Given that the ENCODE project did not assay all cell types, or all transcription factors, and in particular has sampled few specialized or developmentally restricted cell lineages, these proportions must be underestimates of the total amount of functional bases. ... These estimates represent a lower bound, but reinforce the observation that there is more non-coding functional DNA than either coding sequence or mammalian evolutionarily constrained bases.
What we also find is a criticism of conservation (Evolutionary version of function) because it can't identify human specific functions that have arisen recently.

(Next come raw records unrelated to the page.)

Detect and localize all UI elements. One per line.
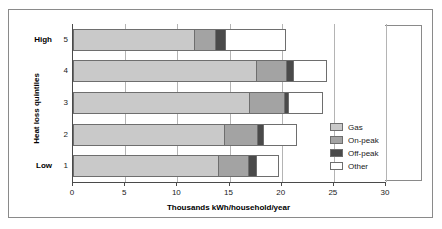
x-tick-label: 15	[224, 188, 233, 197]
x-tick-mark	[124, 182, 125, 186]
legend-swatch-icon	[330, 123, 343, 131]
chart-figure: 051015202530 12345HighLow Heat loss quin…	[0, 0, 442, 229]
bar-row	[73, 155, 279, 177]
bar-segment-gas	[73, 124, 225, 146]
bar-row	[73, 124, 297, 146]
x-axis-title: Thousands kWh/household/year	[72, 203, 385, 212]
legend-item-off-peak[interactable]: Off-peak	[330, 147, 416, 159]
legend-label: Off-peak	[348, 149, 379, 158]
chart-legend: GasOn-peakOff-peakOther	[330, 121, 416, 173]
bar-row	[73, 60, 327, 82]
x-tick-label: 10	[172, 188, 181, 197]
legend-label: On-peak	[348, 136, 379, 145]
bar-segment-other	[289, 92, 323, 114]
bar-segment-on-peak	[225, 124, 257, 146]
y-axis-line	[72, 24, 73, 182]
x-tick-label: 5	[122, 188, 126, 197]
x-tick-label: 20	[276, 188, 285, 197]
bar-row	[73, 29, 286, 51]
bar-segment-off-peak	[216, 29, 226, 51]
bar-segment-gas	[73, 29, 195, 51]
legend-label: Other	[348, 162, 368, 171]
bar-segment-gas	[73, 155, 219, 177]
bar-segment-other	[294, 60, 326, 82]
y-category-label-5: 5	[54, 35, 68, 44]
x-tick-mark	[333, 182, 334, 186]
bar-segment-gas	[73, 60, 257, 82]
bar-segment-gas	[73, 92, 250, 114]
y-axis-title: Heat loss quintiles	[32, 49, 41, 169]
bar-segment-on-peak	[195, 29, 216, 51]
bar-segment-other	[257, 155, 279, 177]
legend-item-other[interactable]: Other	[330, 160, 416, 172]
x-tick-mark	[229, 182, 230, 186]
y-category-label-1: 1	[54, 161, 68, 170]
x-tick-mark	[176, 182, 177, 186]
bar-segment-on-peak	[219, 155, 249, 177]
legend-swatch-icon	[330, 136, 343, 144]
x-tick-label: 25	[328, 188, 337, 197]
x-tick-label: 0	[70, 188, 74, 197]
y-axis-end-label-high: High	[18, 35, 52, 44]
y-category-label-2: 2	[54, 130, 68, 139]
bar-segment-off-peak	[249, 155, 256, 177]
x-tick-mark	[72, 182, 73, 186]
bar-segment-other	[264, 124, 297, 146]
y-category-label-3: 3	[54, 98, 68, 107]
bar-row	[73, 92, 323, 114]
bar-segment-on-peak	[250, 92, 284, 114]
x-tick-label: 30	[381, 188, 390, 197]
y-category-label-4: 4	[54, 66, 68, 75]
bar-segment-other	[226, 29, 285, 51]
bar-segment-off-peak	[287, 60, 294, 82]
x-tick-mark	[385, 182, 386, 186]
legend-swatch-icon	[330, 149, 343, 157]
bar-segment-on-peak	[257, 60, 287, 82]
legend-swatch-icon	[330, 162, 343, 170]
legend-label: Gas	[348, 123, 363, 132]
x-tick-mark	[281, 182, 282, 186]
legend-item-gas[interactable]: Gas	[330, 121, 416, 133]
legend-item-on-peak[interactable]: On-peak	[330, 134, 416, 146]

They reference experiments that support such a conclusion and say, "This indicates that an appreciable proportion of the unconstrained elements are lineage-specific elements required for organismal function, consistent with long-standing views of recent evolution and the remainder are probably ‘neutral’ elements that are not currently under selection but may still affect cellular or larger scale phenotypes without an effect on fitness."

Such statements reinforce the idea that the ENCODE authors look to biochemical function as the definitive definition of function.

The "Concluding Remarks" say,
The unprecedented number of functional elements identified in this study provides a valuable resource to the scientific community as well as significantly enhances our understanding of the human genome....

The large spread of coverage—from our highest resolution, most conservative set of bases implicated in GENCODE protein-coding gene exons (2.9%) of specific protein DNA binding (8.5%) to the broadest, most general set of marks covering the genome (approximately 80%), with many gradations in between—represents a spectrum of elements with different functional properties discovered by ENCODE.
I wonder what "unprecedented number of functional elements" means? I wonder how we "significantly enhance our understanding of the human genome" if most of those biochemical functional elements are artifacts? Did the authors really means to say that maybe only 10% of our genome is functional and this does nothing to enhance our understanding of the human genome? I don't think so.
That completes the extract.